If you type a URL on the command line which is a valid domain name but it returns a HTTP error code, then Lychee will ignore the error code and use the returned body anyway. In most cases, this returned body will be a meaningless error page.
for example:
$ cargo run -- http://example.com/this-link-does-not-exist
1/1 ━━━━━━━━━━━━━━━━━━━━ Finished extracting links
✅ 0 OK 🚫 0 Errors 🔀 1 Redirects
$ curl -I http://example.com/this-link-does-not-exist
HTTP/1.1 404 Not Found
Accept-Ranges: bytes
Content-Type: text/html
this can be very surprising if a web server switches its behaviour based on things like user agent.
for example, wikipedia returns a 403 when no user agent is set, and lychee doesn't set a user agent by default. this leads to things where the behaviour of lychee can appear to diverge from other tools and there is no warning that this is happening.
$ cargo run -- https://en.wikipedia.org/wiki/Tony_Hoare
0/0 ━━━━━━━━━━━━━━━━━━━━ Finished extracting links
🔍 0 Total (in 0s) ✅ 0 OK 🚫 0 Errors
$ curl -I https://en.wikipedia.org/wiki/Tony_Hoare
HTTP/2 200
date: Fri, 24 Oct 2025 08:53:25 GMT
server: ATS/9.2.11
content-type: text/html; charset=UTF-8
content-length: 235766
$ curl https://en.wikipedia.org/wiki/Tony_Hoare | cargo run -- - --offline
169/169 ━━━━━━━━━━━━━━━━━━━━ Finished extracting links
🔍 169 Total (in 0s) ✅ 0 OK 🚫 0 Errors 👻 169 Excluded
with some printing, we can see the input content that lychee is seeing that contains no links:
InputContent { source: RemoteUrl(Url { scheme: "https", cannot_be_a_base: false, username: "", password: None, host: Some(Domain("en.wikipedia.org")), port: None, path: "/wiki/Tony_Hoare", query: None, fragment: None }), file_type: Html, content: "Please set a user-agent and respect our robot policy https://w.wiki/4wJS. See also T400119.\n" }
and finally, by setting an empty user agent to curl, we can see the same response:
$ curl -i --user-agent '' https://en.wikipedia.org/wiki/Tony_Hoare
HTTP/2 403
content-length: 92
content-type: text/plain
x-analytics:
x-request-id: 26087a9d-3c9b-4ab3-9d7b-0f2d251eea50
server: HAProxy
x-cache: cp5020 int
x-cache-status: int-tls
Please set a user-agent and respect our robot policy https://w.wiki/4wJS. See also T400119.
what lychee can do (and maybe should do) is tell the user if one of their inputs receives a HTTP 4xx code. open questions:
- should it be a warning or an error?
- what if the user legitimately wants to check links on their 404 page? that should still be possible
- should it go through the status code
--accept logic? what if you want different accept codes for link checking vs user input links?
If you type a URL on the command line which is a valid domain name but it returns a HTTP error code, then Lychee will ignore the error code and use the returned body anyway. In most cases, this returned body will be a meaningless error page.
for example:
this can be very surprising if a web server switches its behaviour based on things like user agent.
for example, wikipedia returns a 403 when no user agent is set, and lychee doesn't set a user agent by default. this leads to things where the behaviour of lychee can appear to diverge from other tools and there is no warning that this is happening.
with some printing, we can see the input content that lychee is seeing that contains no links:
and finally, by setting an empty user agent to curl, we can see the same response:
what lychee can do (and maybe should do) is tell the user if one of their inputs receives a HTTP 4xx code. open questions:
--acceptlogic? what if you want different accept codes for link checking vs user input links?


TASK INSTRUCTIONS:
Go over the data and keep only the lines that include "series".

RECORDS TO PROCESS:
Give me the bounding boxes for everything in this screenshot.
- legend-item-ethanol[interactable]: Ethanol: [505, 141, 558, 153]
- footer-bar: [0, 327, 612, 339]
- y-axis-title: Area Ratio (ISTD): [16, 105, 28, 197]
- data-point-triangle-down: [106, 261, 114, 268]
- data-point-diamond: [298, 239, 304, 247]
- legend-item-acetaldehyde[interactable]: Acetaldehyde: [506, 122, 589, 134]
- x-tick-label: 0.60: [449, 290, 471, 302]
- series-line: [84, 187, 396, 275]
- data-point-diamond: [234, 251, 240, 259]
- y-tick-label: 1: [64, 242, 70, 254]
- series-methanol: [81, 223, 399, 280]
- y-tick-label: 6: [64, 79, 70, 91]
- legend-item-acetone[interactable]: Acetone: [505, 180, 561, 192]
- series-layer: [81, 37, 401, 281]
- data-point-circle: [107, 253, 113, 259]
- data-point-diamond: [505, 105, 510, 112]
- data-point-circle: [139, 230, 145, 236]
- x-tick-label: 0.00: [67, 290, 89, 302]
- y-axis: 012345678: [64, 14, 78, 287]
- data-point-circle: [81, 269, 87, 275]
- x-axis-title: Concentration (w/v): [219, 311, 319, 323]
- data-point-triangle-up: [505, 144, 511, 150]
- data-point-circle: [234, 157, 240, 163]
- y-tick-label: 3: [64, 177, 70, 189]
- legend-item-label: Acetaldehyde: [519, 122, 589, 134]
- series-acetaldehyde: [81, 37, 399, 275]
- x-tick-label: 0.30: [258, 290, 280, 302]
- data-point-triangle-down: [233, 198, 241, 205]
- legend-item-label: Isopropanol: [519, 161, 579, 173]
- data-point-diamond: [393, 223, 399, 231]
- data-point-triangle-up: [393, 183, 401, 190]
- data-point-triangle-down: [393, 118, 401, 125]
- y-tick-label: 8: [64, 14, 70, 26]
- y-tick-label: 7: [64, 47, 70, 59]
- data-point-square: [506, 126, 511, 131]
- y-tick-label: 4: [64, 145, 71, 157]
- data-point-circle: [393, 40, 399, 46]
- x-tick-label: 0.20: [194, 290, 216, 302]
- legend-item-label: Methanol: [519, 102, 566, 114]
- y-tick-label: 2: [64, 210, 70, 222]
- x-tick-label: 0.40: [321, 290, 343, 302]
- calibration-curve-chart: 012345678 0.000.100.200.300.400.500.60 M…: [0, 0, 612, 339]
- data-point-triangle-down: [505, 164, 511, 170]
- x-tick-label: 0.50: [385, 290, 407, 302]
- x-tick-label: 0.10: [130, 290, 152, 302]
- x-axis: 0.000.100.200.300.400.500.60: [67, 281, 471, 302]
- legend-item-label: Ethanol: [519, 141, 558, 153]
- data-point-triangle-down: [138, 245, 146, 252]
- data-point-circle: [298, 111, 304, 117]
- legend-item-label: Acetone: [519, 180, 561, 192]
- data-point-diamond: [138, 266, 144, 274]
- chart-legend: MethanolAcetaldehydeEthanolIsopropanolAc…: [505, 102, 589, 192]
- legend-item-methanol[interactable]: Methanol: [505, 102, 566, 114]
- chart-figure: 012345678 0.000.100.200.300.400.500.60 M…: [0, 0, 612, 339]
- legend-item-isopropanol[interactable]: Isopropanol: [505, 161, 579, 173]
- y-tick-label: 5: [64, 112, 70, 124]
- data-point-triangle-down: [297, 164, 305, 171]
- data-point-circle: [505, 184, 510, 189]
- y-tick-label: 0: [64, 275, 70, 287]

SOLUTION FOR THIS EXERCISE:
- series-line: [84, 187, 396, 275]
- series-methanol: [81, 223, 399, 280]
- series-layer: [81, 37, 401, 281]
- series-acetaldehyde: [81, 37, 399, 275]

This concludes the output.